Violent but excellent prison drama.Hume Cronyn as the sadistic warden is at his best and Lancaster is his usual brilliant self as is Bickford.Good idea to show the women who put them there and the photography works well in B&W.
FILM & REVIEW Julie’s Dassin’s bleak prison break drama has Lancaster as Collins the leader of seven men all cooped up in a single cell in an overcrowded powderkeg prison. It’s never revealed why he is there although we do see a brief backstory of why he wants to escape. The prison is run by an ineffectual warden with the real power wielded by Capt Muncie (Cronyn) who seems polite and softly spoken but is revealed to be a power mad sadist who will use any means necessary to achieve his aims. A plan is laid but it soon becomes apparent that Muncie knows and has laid a trap but the prisoners are so desperate that they go ahead anyway fully aware of the consequences. The final break is superbly staged with multiple action scenes as utter chaos descends and Muncie becomes totally unhinged. It’s a really bleak take on the human condition and for it’s time really quite violent - a stool pigeon is forced under a huge metal press and others characters are sacrificed in a increasingly pointless manner. Lancaster is as always solid in the role but it’s Cronyn with his skin crawling performance that you take away from it - 4/5
Brilliant prison noir which retains the liberal sentiments of the great Warner Brothers penitentiary films of the thirties. But America had since been through WWII and the dynamic between guard and prisoner has changed. The convicts are humanised by flashbacks to domestic life. When the inevitable knock on the door comes, it now evokes images of the gestapo.
Many of the men fought in the war, and draw on combat experience to plan an escape. Hume Cronyn is the sadistic guard, his torso oiled, polishing his rifle while listening to Wagner, intent on beating a confession out of a prisoner with a lead pipe. No debate about whose side we are on here, though true to the laws of noir, Burt Lancaster and his cellmates are cursed.
Jules Dassin was associated with the Hollywood ten and this is the work of a dissident. Cronyn plays a political figure. His power is justified by the uniform (which anticipates the Stanford Prison experiment). He is a fascist, who turns his fire on the inmates, or manoeuvres them to self destruction. His sadism is sensual ('I get quite a kick from censoring the mail').
Lancaster is the nominal star, but it's Cronyn that dominates. There is a chilling moment at the end when he is announced as the new Governor, surely a warning from Dassin about how close America is to fascism: 'Kindness is a weakness' he says as he lies to a prisoner that his wife has divorced him, 'the weak must die so the strong can live'.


Prompt:
When a line in the records contains the string "Settings", copy that line.

Supplied information:
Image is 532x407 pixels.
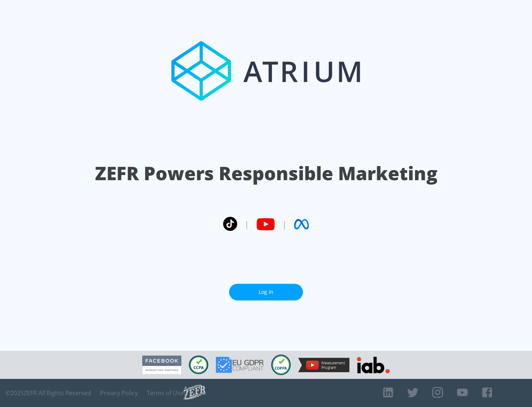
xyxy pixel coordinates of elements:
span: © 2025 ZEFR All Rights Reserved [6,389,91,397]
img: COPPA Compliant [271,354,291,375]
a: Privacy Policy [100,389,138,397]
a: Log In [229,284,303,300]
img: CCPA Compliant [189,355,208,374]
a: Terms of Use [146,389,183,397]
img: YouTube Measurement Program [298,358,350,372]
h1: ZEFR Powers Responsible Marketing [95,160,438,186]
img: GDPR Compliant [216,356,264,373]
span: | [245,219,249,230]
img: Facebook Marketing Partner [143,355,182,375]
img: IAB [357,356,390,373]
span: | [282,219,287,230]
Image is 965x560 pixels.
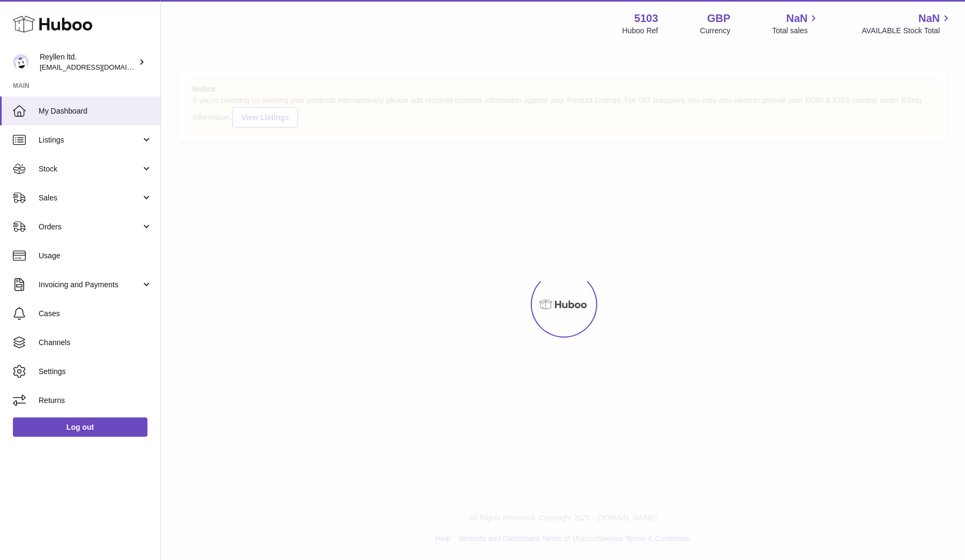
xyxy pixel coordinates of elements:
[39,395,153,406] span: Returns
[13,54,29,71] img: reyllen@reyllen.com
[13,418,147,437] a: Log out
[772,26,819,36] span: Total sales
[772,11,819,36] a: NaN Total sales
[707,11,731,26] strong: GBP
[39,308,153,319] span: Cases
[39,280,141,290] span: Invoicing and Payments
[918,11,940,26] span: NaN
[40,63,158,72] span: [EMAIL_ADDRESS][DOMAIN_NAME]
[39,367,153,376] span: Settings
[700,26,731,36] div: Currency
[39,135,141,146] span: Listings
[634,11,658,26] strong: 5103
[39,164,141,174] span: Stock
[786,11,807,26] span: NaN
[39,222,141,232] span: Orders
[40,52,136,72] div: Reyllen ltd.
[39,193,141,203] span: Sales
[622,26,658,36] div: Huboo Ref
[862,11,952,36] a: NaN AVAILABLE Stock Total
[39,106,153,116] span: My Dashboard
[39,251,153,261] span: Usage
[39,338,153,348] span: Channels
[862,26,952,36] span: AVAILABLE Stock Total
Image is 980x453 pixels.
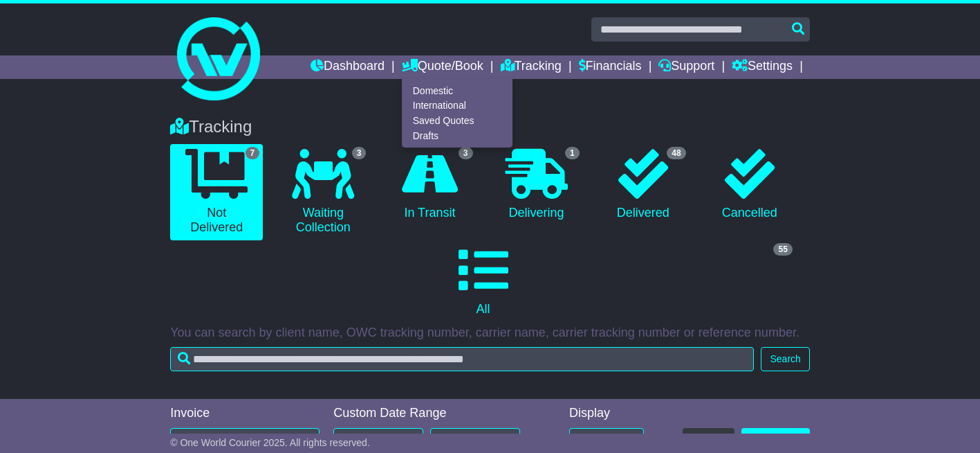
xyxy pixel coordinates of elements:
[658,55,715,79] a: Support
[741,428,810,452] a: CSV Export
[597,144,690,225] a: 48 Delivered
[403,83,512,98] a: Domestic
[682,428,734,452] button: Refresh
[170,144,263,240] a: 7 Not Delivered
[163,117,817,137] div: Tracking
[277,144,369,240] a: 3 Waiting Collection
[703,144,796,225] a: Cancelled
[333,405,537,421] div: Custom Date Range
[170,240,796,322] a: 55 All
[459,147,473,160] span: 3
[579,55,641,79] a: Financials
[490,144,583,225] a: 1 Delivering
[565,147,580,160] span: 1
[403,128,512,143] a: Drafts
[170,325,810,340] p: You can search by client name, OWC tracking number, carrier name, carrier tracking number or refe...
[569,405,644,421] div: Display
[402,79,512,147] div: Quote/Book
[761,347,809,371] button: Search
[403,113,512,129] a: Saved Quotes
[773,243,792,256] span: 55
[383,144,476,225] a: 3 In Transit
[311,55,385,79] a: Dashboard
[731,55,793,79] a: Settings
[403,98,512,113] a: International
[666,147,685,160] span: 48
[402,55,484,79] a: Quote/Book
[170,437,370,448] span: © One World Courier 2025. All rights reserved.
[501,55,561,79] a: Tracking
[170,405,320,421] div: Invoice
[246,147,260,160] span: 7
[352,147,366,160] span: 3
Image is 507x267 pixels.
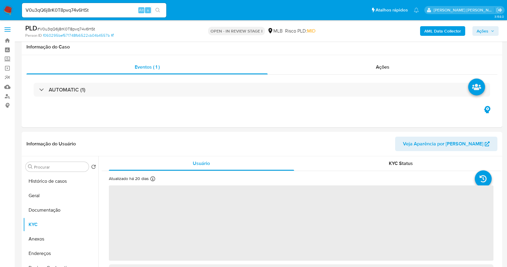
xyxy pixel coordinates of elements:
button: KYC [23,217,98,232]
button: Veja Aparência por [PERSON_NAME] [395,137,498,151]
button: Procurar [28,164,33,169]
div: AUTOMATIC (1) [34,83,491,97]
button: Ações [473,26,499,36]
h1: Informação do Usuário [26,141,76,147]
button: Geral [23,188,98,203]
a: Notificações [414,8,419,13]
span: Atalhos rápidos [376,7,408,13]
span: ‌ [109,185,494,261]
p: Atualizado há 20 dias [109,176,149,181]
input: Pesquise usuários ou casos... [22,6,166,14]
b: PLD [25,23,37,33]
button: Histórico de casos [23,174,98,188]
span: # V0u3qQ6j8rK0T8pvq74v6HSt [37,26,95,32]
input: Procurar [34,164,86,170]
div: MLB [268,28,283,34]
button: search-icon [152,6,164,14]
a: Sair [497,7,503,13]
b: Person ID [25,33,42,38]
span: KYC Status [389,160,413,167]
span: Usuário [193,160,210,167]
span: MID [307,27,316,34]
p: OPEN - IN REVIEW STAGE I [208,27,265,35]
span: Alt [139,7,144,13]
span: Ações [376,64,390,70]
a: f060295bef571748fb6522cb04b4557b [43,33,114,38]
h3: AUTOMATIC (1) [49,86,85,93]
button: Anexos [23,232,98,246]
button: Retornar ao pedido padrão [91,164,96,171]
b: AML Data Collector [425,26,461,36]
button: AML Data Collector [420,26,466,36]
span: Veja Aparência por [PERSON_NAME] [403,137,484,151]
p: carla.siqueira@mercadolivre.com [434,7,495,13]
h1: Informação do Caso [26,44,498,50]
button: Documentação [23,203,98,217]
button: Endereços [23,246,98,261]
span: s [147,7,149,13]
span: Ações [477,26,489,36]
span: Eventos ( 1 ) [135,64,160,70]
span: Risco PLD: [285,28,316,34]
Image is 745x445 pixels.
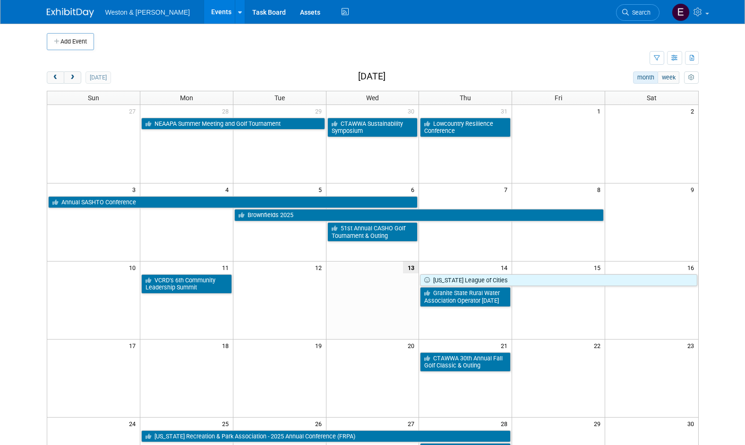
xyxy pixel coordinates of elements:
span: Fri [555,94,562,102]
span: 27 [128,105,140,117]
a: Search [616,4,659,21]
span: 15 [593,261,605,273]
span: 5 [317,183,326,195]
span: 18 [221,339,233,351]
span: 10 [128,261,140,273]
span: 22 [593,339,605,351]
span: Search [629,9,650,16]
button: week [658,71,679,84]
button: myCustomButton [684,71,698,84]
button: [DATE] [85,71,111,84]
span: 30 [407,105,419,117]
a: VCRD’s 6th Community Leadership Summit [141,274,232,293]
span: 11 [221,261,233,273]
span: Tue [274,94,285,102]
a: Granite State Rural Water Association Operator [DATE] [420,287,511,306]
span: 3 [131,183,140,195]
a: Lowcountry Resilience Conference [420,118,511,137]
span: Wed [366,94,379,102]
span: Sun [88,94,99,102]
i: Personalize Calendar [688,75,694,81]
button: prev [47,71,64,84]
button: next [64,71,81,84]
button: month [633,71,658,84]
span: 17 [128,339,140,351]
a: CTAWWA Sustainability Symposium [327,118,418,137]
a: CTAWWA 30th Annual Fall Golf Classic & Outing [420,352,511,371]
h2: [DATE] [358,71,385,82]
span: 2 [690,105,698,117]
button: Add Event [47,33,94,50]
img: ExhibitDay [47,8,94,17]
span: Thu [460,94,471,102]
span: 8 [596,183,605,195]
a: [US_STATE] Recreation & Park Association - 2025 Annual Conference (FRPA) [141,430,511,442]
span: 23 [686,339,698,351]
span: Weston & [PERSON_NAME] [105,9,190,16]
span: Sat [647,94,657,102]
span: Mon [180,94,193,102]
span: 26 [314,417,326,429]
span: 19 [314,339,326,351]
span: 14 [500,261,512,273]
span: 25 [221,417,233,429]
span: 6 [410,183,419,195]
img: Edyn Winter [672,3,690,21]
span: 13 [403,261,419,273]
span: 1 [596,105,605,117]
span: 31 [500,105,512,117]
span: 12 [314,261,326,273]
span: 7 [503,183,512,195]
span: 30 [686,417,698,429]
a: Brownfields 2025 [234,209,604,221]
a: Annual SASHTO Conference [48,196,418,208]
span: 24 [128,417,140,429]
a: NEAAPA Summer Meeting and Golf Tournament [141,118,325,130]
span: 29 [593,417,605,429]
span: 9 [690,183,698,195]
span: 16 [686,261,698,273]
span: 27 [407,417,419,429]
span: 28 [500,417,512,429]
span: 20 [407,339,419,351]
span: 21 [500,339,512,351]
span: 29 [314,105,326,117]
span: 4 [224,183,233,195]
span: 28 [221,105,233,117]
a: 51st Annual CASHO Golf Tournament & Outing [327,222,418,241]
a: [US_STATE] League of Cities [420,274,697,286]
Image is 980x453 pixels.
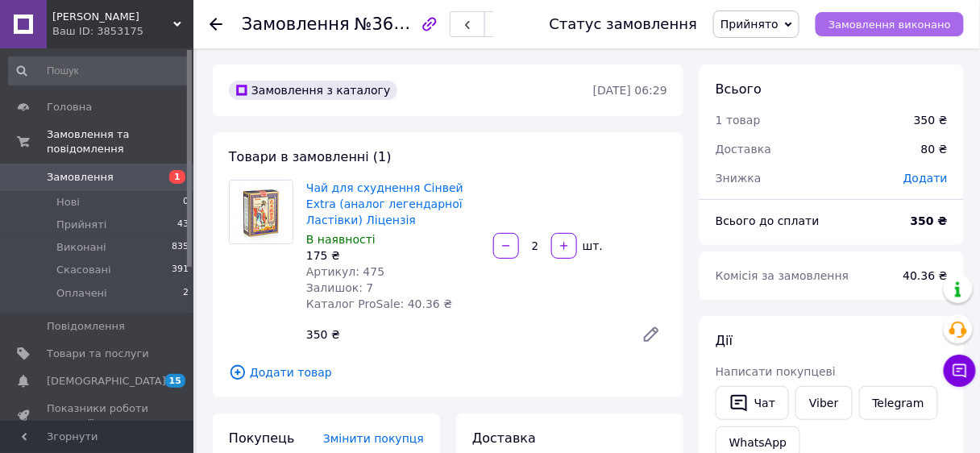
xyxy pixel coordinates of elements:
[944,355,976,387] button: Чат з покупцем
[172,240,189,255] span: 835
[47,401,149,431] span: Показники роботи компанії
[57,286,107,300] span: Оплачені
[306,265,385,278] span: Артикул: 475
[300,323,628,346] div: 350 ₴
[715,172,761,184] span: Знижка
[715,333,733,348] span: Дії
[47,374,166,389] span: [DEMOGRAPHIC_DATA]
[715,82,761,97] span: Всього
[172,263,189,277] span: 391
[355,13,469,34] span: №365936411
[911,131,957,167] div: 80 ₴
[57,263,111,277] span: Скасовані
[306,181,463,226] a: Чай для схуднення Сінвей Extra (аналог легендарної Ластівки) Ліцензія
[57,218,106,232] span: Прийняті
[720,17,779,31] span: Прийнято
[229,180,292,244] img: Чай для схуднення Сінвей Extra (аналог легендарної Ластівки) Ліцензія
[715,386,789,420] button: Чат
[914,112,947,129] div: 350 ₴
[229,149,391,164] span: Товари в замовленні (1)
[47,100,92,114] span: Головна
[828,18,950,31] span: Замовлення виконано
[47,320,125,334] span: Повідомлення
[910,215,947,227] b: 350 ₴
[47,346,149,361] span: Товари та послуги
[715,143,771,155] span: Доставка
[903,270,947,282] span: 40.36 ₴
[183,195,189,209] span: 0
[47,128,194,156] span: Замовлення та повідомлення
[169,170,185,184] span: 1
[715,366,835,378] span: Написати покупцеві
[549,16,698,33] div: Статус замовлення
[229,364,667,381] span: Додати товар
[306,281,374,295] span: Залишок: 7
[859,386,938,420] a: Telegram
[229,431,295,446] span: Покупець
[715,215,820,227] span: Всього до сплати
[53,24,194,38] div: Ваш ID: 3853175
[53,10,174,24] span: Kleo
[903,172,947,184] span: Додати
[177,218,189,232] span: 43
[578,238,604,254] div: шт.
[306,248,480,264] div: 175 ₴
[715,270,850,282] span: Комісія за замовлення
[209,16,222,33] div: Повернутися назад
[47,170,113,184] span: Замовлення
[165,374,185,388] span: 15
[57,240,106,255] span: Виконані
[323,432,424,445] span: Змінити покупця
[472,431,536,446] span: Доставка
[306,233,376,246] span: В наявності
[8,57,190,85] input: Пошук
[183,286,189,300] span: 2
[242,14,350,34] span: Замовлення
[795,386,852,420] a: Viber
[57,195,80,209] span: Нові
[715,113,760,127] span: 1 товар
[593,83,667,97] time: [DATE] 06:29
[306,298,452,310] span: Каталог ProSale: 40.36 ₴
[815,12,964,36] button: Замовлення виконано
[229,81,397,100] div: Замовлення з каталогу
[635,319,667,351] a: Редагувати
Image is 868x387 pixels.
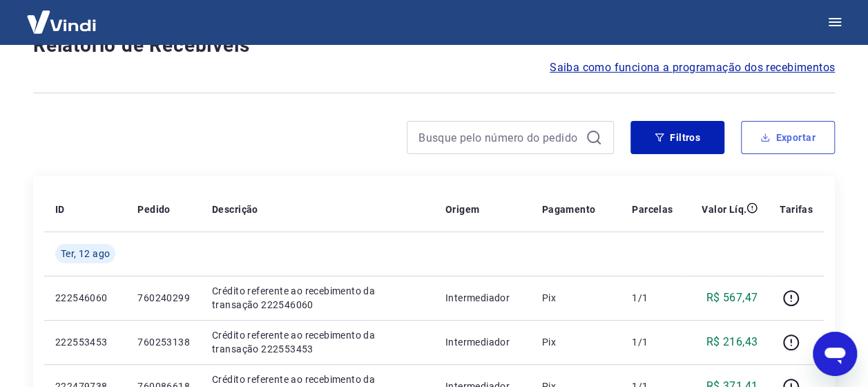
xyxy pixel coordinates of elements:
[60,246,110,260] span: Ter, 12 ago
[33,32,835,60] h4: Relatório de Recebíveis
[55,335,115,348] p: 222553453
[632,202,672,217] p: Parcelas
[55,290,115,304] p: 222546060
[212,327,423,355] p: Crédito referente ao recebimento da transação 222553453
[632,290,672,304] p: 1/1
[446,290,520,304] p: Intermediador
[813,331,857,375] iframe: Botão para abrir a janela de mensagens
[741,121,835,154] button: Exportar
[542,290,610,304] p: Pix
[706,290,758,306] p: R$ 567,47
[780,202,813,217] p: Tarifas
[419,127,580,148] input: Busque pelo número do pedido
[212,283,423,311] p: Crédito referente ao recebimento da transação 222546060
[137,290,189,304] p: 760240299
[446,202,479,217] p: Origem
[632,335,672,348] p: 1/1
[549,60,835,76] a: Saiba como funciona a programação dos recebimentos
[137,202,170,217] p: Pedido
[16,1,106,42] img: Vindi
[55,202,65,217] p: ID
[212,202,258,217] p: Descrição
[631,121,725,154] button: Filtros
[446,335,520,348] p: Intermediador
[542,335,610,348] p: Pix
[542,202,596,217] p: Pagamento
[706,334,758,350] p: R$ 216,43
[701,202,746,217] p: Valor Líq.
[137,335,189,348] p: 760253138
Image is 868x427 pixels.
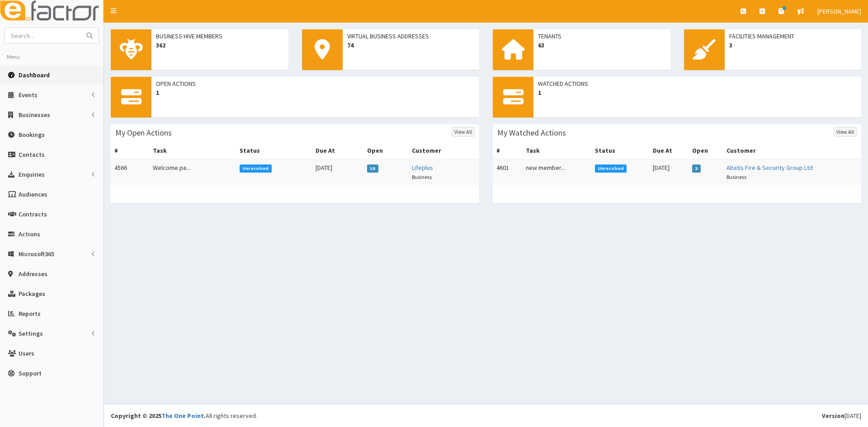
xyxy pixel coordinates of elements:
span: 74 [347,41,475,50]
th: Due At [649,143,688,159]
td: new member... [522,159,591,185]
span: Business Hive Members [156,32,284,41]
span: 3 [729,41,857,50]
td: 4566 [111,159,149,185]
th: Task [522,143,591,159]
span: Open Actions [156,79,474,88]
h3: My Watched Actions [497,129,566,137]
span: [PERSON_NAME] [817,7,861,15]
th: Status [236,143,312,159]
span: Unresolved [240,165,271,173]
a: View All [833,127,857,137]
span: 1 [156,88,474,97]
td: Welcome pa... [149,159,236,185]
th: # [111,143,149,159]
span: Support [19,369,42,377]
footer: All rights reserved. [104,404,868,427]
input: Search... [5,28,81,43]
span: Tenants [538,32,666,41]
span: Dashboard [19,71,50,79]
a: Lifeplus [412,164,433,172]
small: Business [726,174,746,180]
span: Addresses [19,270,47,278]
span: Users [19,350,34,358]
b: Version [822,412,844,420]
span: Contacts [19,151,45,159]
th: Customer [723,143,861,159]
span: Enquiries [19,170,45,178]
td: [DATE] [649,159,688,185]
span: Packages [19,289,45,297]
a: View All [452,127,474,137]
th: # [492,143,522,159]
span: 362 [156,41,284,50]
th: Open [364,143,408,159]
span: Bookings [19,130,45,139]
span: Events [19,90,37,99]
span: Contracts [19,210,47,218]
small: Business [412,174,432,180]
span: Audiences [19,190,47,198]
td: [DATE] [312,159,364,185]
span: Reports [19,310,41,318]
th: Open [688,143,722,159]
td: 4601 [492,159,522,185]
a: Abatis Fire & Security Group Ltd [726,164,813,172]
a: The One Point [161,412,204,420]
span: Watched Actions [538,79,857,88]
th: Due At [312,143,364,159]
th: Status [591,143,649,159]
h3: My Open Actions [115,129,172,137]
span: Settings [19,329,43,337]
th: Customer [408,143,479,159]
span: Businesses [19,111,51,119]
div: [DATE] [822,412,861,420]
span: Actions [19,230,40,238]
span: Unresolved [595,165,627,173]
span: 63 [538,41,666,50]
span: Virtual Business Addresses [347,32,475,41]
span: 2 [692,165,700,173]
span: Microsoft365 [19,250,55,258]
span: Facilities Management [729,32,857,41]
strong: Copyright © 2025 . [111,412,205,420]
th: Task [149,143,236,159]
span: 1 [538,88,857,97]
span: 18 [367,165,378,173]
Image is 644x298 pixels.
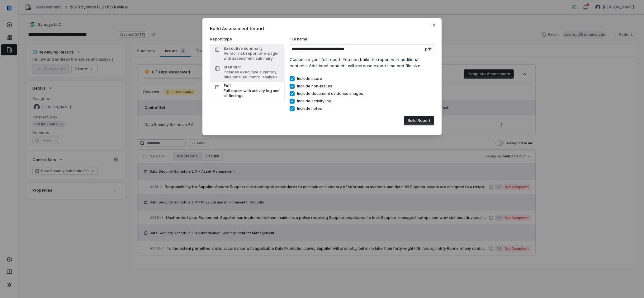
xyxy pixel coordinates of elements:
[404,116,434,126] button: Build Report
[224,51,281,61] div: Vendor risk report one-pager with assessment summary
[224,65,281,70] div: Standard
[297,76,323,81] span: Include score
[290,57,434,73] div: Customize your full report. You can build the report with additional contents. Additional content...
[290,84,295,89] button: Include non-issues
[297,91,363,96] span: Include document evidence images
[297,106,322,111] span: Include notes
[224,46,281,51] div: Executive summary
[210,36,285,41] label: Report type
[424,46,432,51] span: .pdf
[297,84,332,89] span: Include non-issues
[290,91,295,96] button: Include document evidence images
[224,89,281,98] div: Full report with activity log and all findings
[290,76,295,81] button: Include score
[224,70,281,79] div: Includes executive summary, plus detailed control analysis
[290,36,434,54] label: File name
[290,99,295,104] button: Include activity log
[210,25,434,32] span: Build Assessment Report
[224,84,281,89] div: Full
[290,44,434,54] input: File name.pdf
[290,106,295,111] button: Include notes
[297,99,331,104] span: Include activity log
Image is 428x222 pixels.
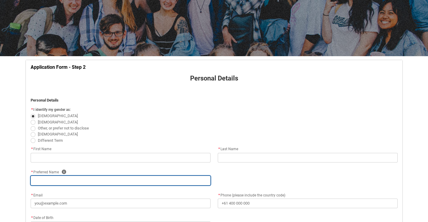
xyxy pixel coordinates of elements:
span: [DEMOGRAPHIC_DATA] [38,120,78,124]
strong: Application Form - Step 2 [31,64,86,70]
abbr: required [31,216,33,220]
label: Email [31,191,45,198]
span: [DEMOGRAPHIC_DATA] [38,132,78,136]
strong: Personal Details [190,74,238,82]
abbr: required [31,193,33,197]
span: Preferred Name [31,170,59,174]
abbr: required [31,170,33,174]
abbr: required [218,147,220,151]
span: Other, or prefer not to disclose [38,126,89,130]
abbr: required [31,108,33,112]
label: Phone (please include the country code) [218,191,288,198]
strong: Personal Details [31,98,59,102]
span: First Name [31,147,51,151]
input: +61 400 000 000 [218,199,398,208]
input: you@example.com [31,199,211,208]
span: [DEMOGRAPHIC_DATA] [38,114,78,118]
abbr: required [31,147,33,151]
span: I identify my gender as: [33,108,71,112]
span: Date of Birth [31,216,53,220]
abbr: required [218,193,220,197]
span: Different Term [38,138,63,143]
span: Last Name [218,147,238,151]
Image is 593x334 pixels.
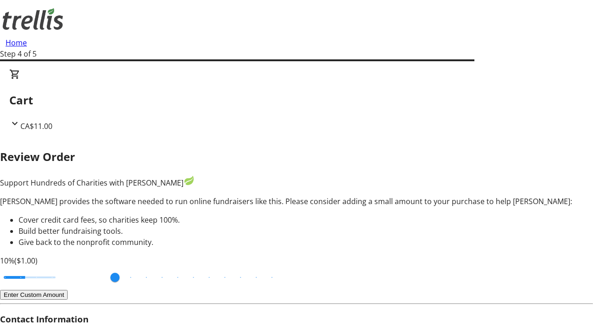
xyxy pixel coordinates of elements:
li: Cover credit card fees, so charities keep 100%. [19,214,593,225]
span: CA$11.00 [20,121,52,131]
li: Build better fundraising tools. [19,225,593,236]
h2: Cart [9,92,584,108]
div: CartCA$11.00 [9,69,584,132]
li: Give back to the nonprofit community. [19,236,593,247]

Output for this exercise:
[39,367,153,376] span: Settings
[731,55,793,79] a: Settings
span: Settings [19,329,43,337]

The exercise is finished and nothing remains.